Dictionary interface to an SQLite database.
…One day I needed an embedded key-value store for a pet project, but didn't find a «good enough» implementation. So, I made my own one.
It's a lightweight wrapper over the standard sqlite3 module. It provides the standard MutableMapping
interface for an SQLite connection and SQLite table.
You create an instance of Connection
as if it was a normal sqlite3.connect
call:
from sqlitemap import Connection
connection = Connection(':memory:', ...)
It implements the context manager interface, so you use with
to make a transaction as if it was an sqlite3.Connection
. And it implements MutableMapping[str, Collection]
, except for __setitem__
. So you can imagine a Connection
as a dictionary of collections altogether with their names and do virtually everything you could do with a normal dict
:
from sqlitemap import Collection
# Collection is automatically created:
foo: Collection = connection['foo']
# You can iterate over collection names:
names = list(connection)
# Or even over collections:
collections = connection.values()
# Drop collection:
del connection['foo']
# Get number of collections:
len(connection)
# Special one, to close the connection:
connection.close()
Internally, collection is a table with two columns: key: str
and value: bytes
. So, you need some serialization to represent objects as byte strings. By default, sqlitemap
uses the standard json
module. It picks up ujson
or orjson
, if available. These are also available as sqlitemap
extras: sqlitemap[ujson]
and sqlitemap[orjson]
.
Otherwise, you can specify any custom Callable[[Any], bytes]

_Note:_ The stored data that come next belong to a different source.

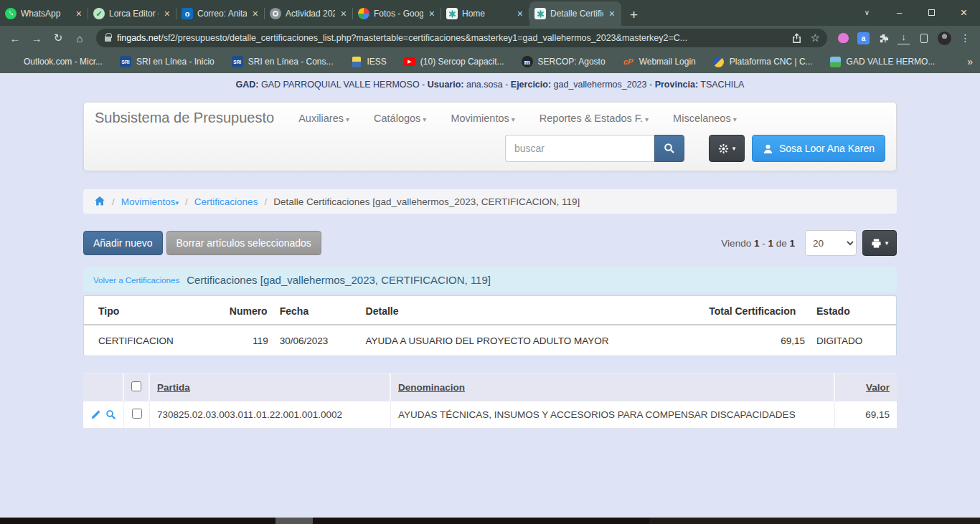  I want to click on cpanel-icon: cP, so click(628, 62).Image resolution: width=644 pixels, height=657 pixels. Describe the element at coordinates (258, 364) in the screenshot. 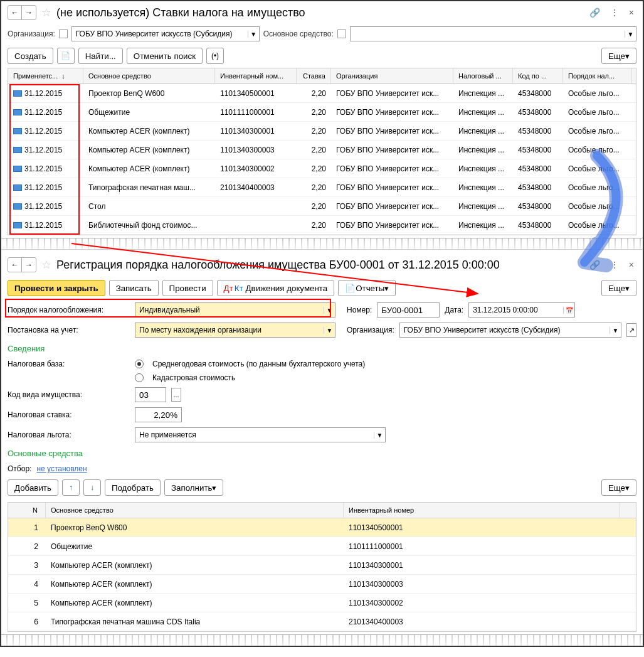

I see `radio-avg-label: Среднегодовая стоимость (по данным бухга…` at that location.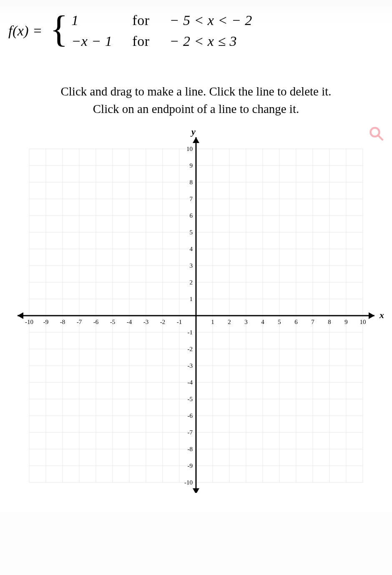 The image size is (392, 575). Describe the element at coordinates (196, 91) in the screenshot. I see `instructions-line: Click and drag to make a line. Click the…` at that location.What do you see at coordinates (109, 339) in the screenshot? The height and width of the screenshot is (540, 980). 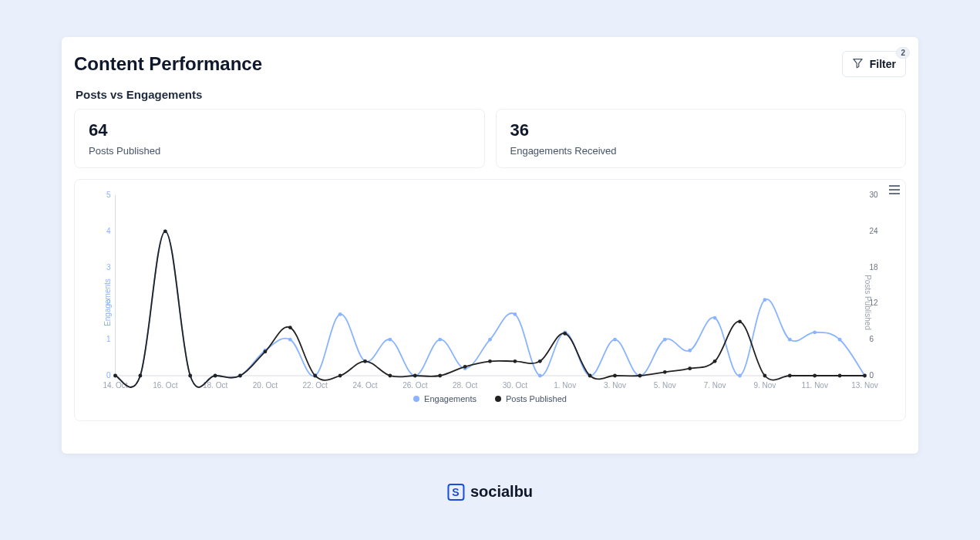 I see `svg-text: 1` at bounding box center [109, 339].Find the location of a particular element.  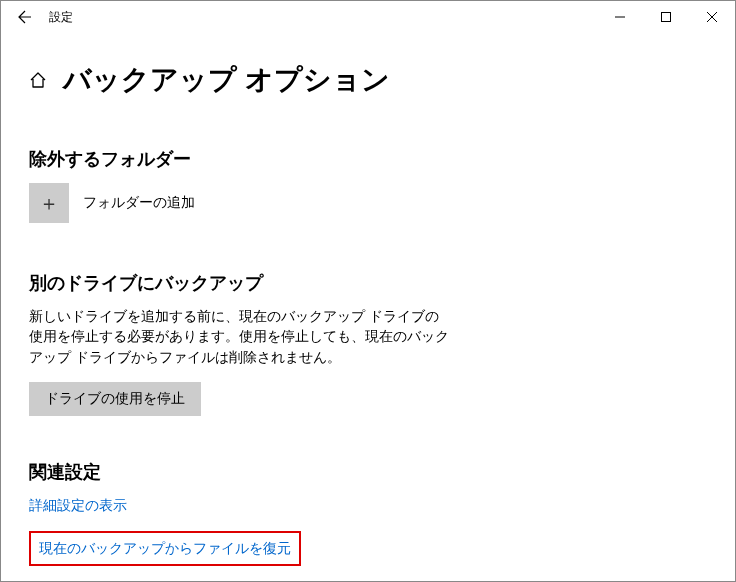

back-button is located at coordinates (25, 17).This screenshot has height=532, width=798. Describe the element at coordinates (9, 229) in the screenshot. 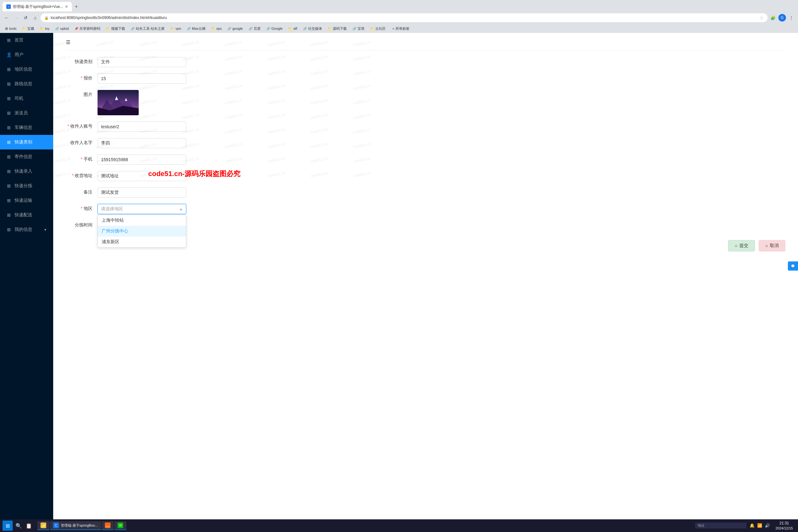

I see `my-info-icon: ⊞` at that location.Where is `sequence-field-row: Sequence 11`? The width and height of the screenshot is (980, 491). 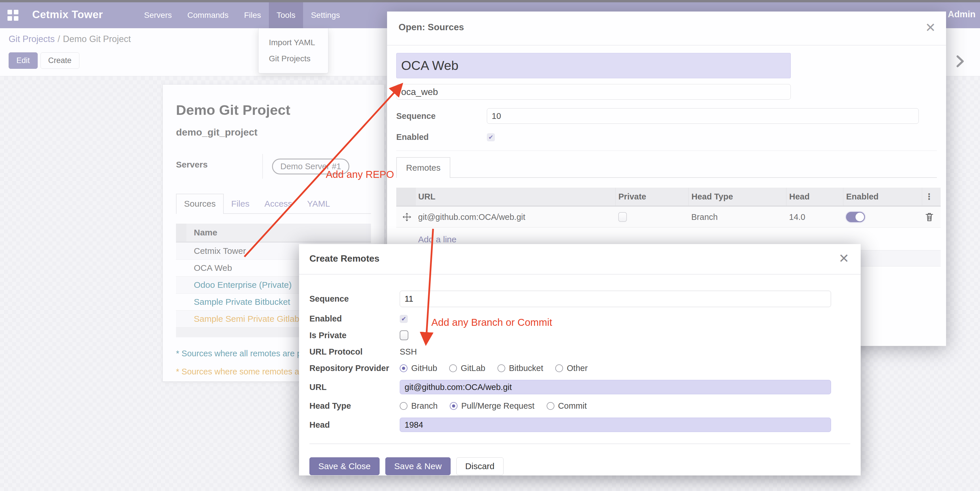 sequence-field-row: Sequence 11 is located at coordinates (580, 299).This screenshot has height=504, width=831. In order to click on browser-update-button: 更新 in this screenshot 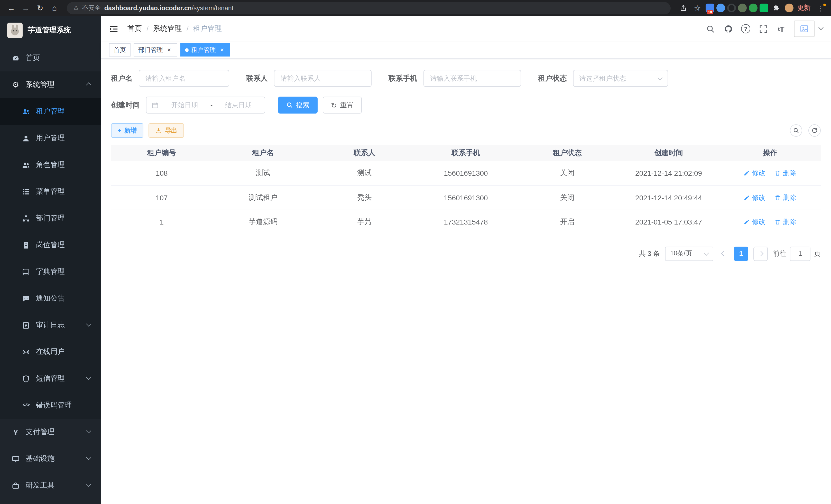, I will do `click(804, 8)`.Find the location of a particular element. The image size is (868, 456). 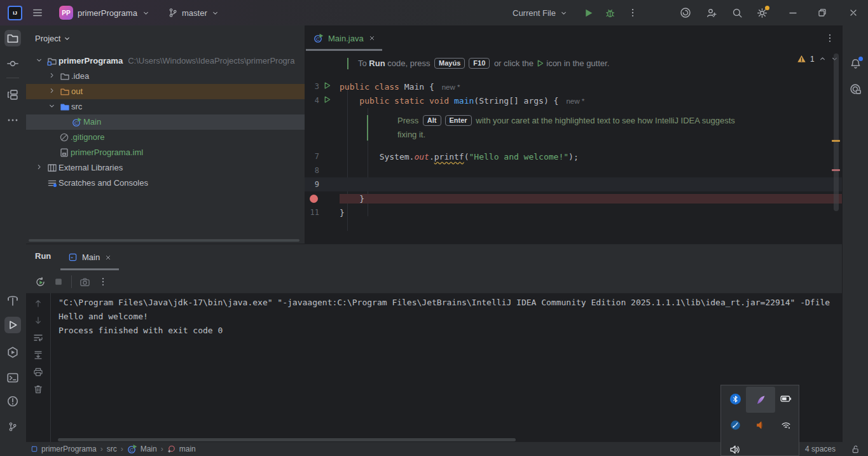

prev-warning-icon is located at coordinates (823, 59).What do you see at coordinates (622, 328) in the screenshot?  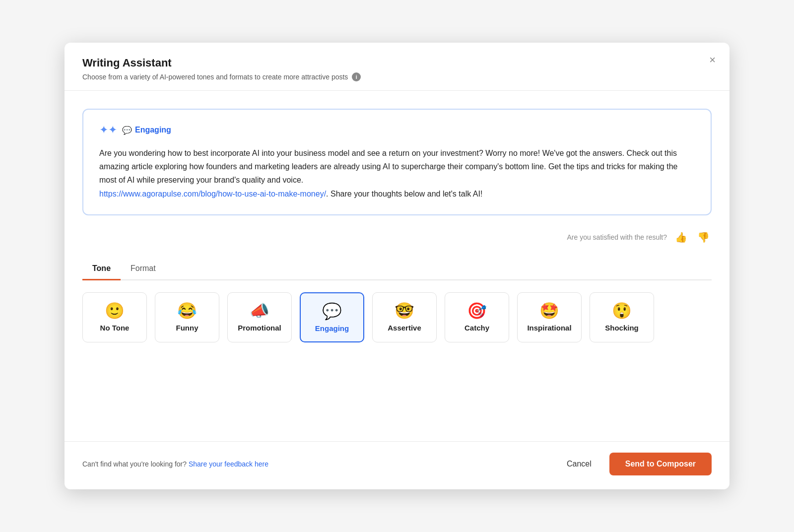 I see `tone-label-shocking: Shocking` at bounding box center [622, 328].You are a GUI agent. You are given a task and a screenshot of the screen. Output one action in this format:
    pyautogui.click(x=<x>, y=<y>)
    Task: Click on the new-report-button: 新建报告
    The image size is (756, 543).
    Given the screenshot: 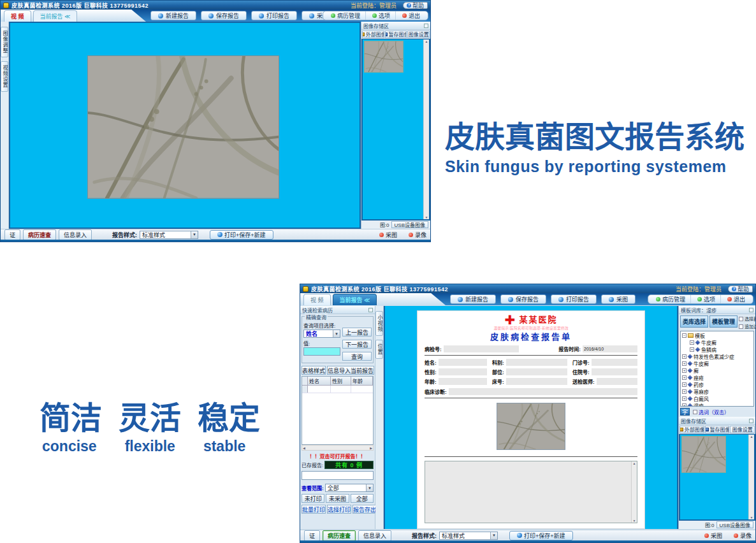 What is the action you would take?
    pyautogui.click(x=173, y=15)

for encoder and Callable[[bytes], Any]
for decoder:
connection = Connection(':memory:', dumps_=custom_dumps, loads_=custom_loads)
Collection
also implements the context manager interface to make a transaction, and MutableMapping[str, Any]
:
with raises(KeyError):
_ = collection['foo']
collection['foo'] = 'bar'
assert collection['foo'] == 'bar'
collection['foo'] = 'qux'
assert collection['foo'] == 'qux'
key
column is a primary key.
assert list(collection) == []
collection['foo'] = 'bar'
assert list(collection) == ['foo']
assert collection.values() == []
collection['foo'] = 'bar'
assert collection.values() == ['bar']
with raises(KeyError):
del collection['foo']
collection['foo'] = 42
del collection['foo']
with raises(KeyError):
del collection['foo']
Collection.__getitem__
and Collection.__setitem__
also support slices as their arguments. Slice start
is then converted to key >= start
clause, stop
to key < stop
and step
to key LIKE step
. All of these are combined with the AND
operator. Collection.__getitem__
also applies ORDER BY key
clause, so it's possible to make some more sophisticated queries:
collection['bar'] = 1
collection['foo'] = 2
collection['quw'] = 3
collection['qux'] = 4
collection['quy'] = 5
collection['quz'] = 6
assert collection['foo':] == [2, 3, 4, 5, 6]
assert collection[:'foo'] == [1]
assert collection[::'qu%'] == [3, 4, 5, 6]
assert collection['bar':'quz':'qu%'] == [3, 4, 5]
The same also works with del collection [...]
. It deletes the rows that would be selected with the corresponding __getitem__
call:
collection['bar'] = 1
collection['foo'] = 2
collection['quw'] = 3
collection['qux'] = 4
collection['quy'] = 5
collection['quz'] = 6
del collection['bar':'quz':'qu%']
assert list(collection) == ['bar', 'foo', 'quz']
sqlitemap
does nothing special to control transactions. For that refer to the standard library documentation.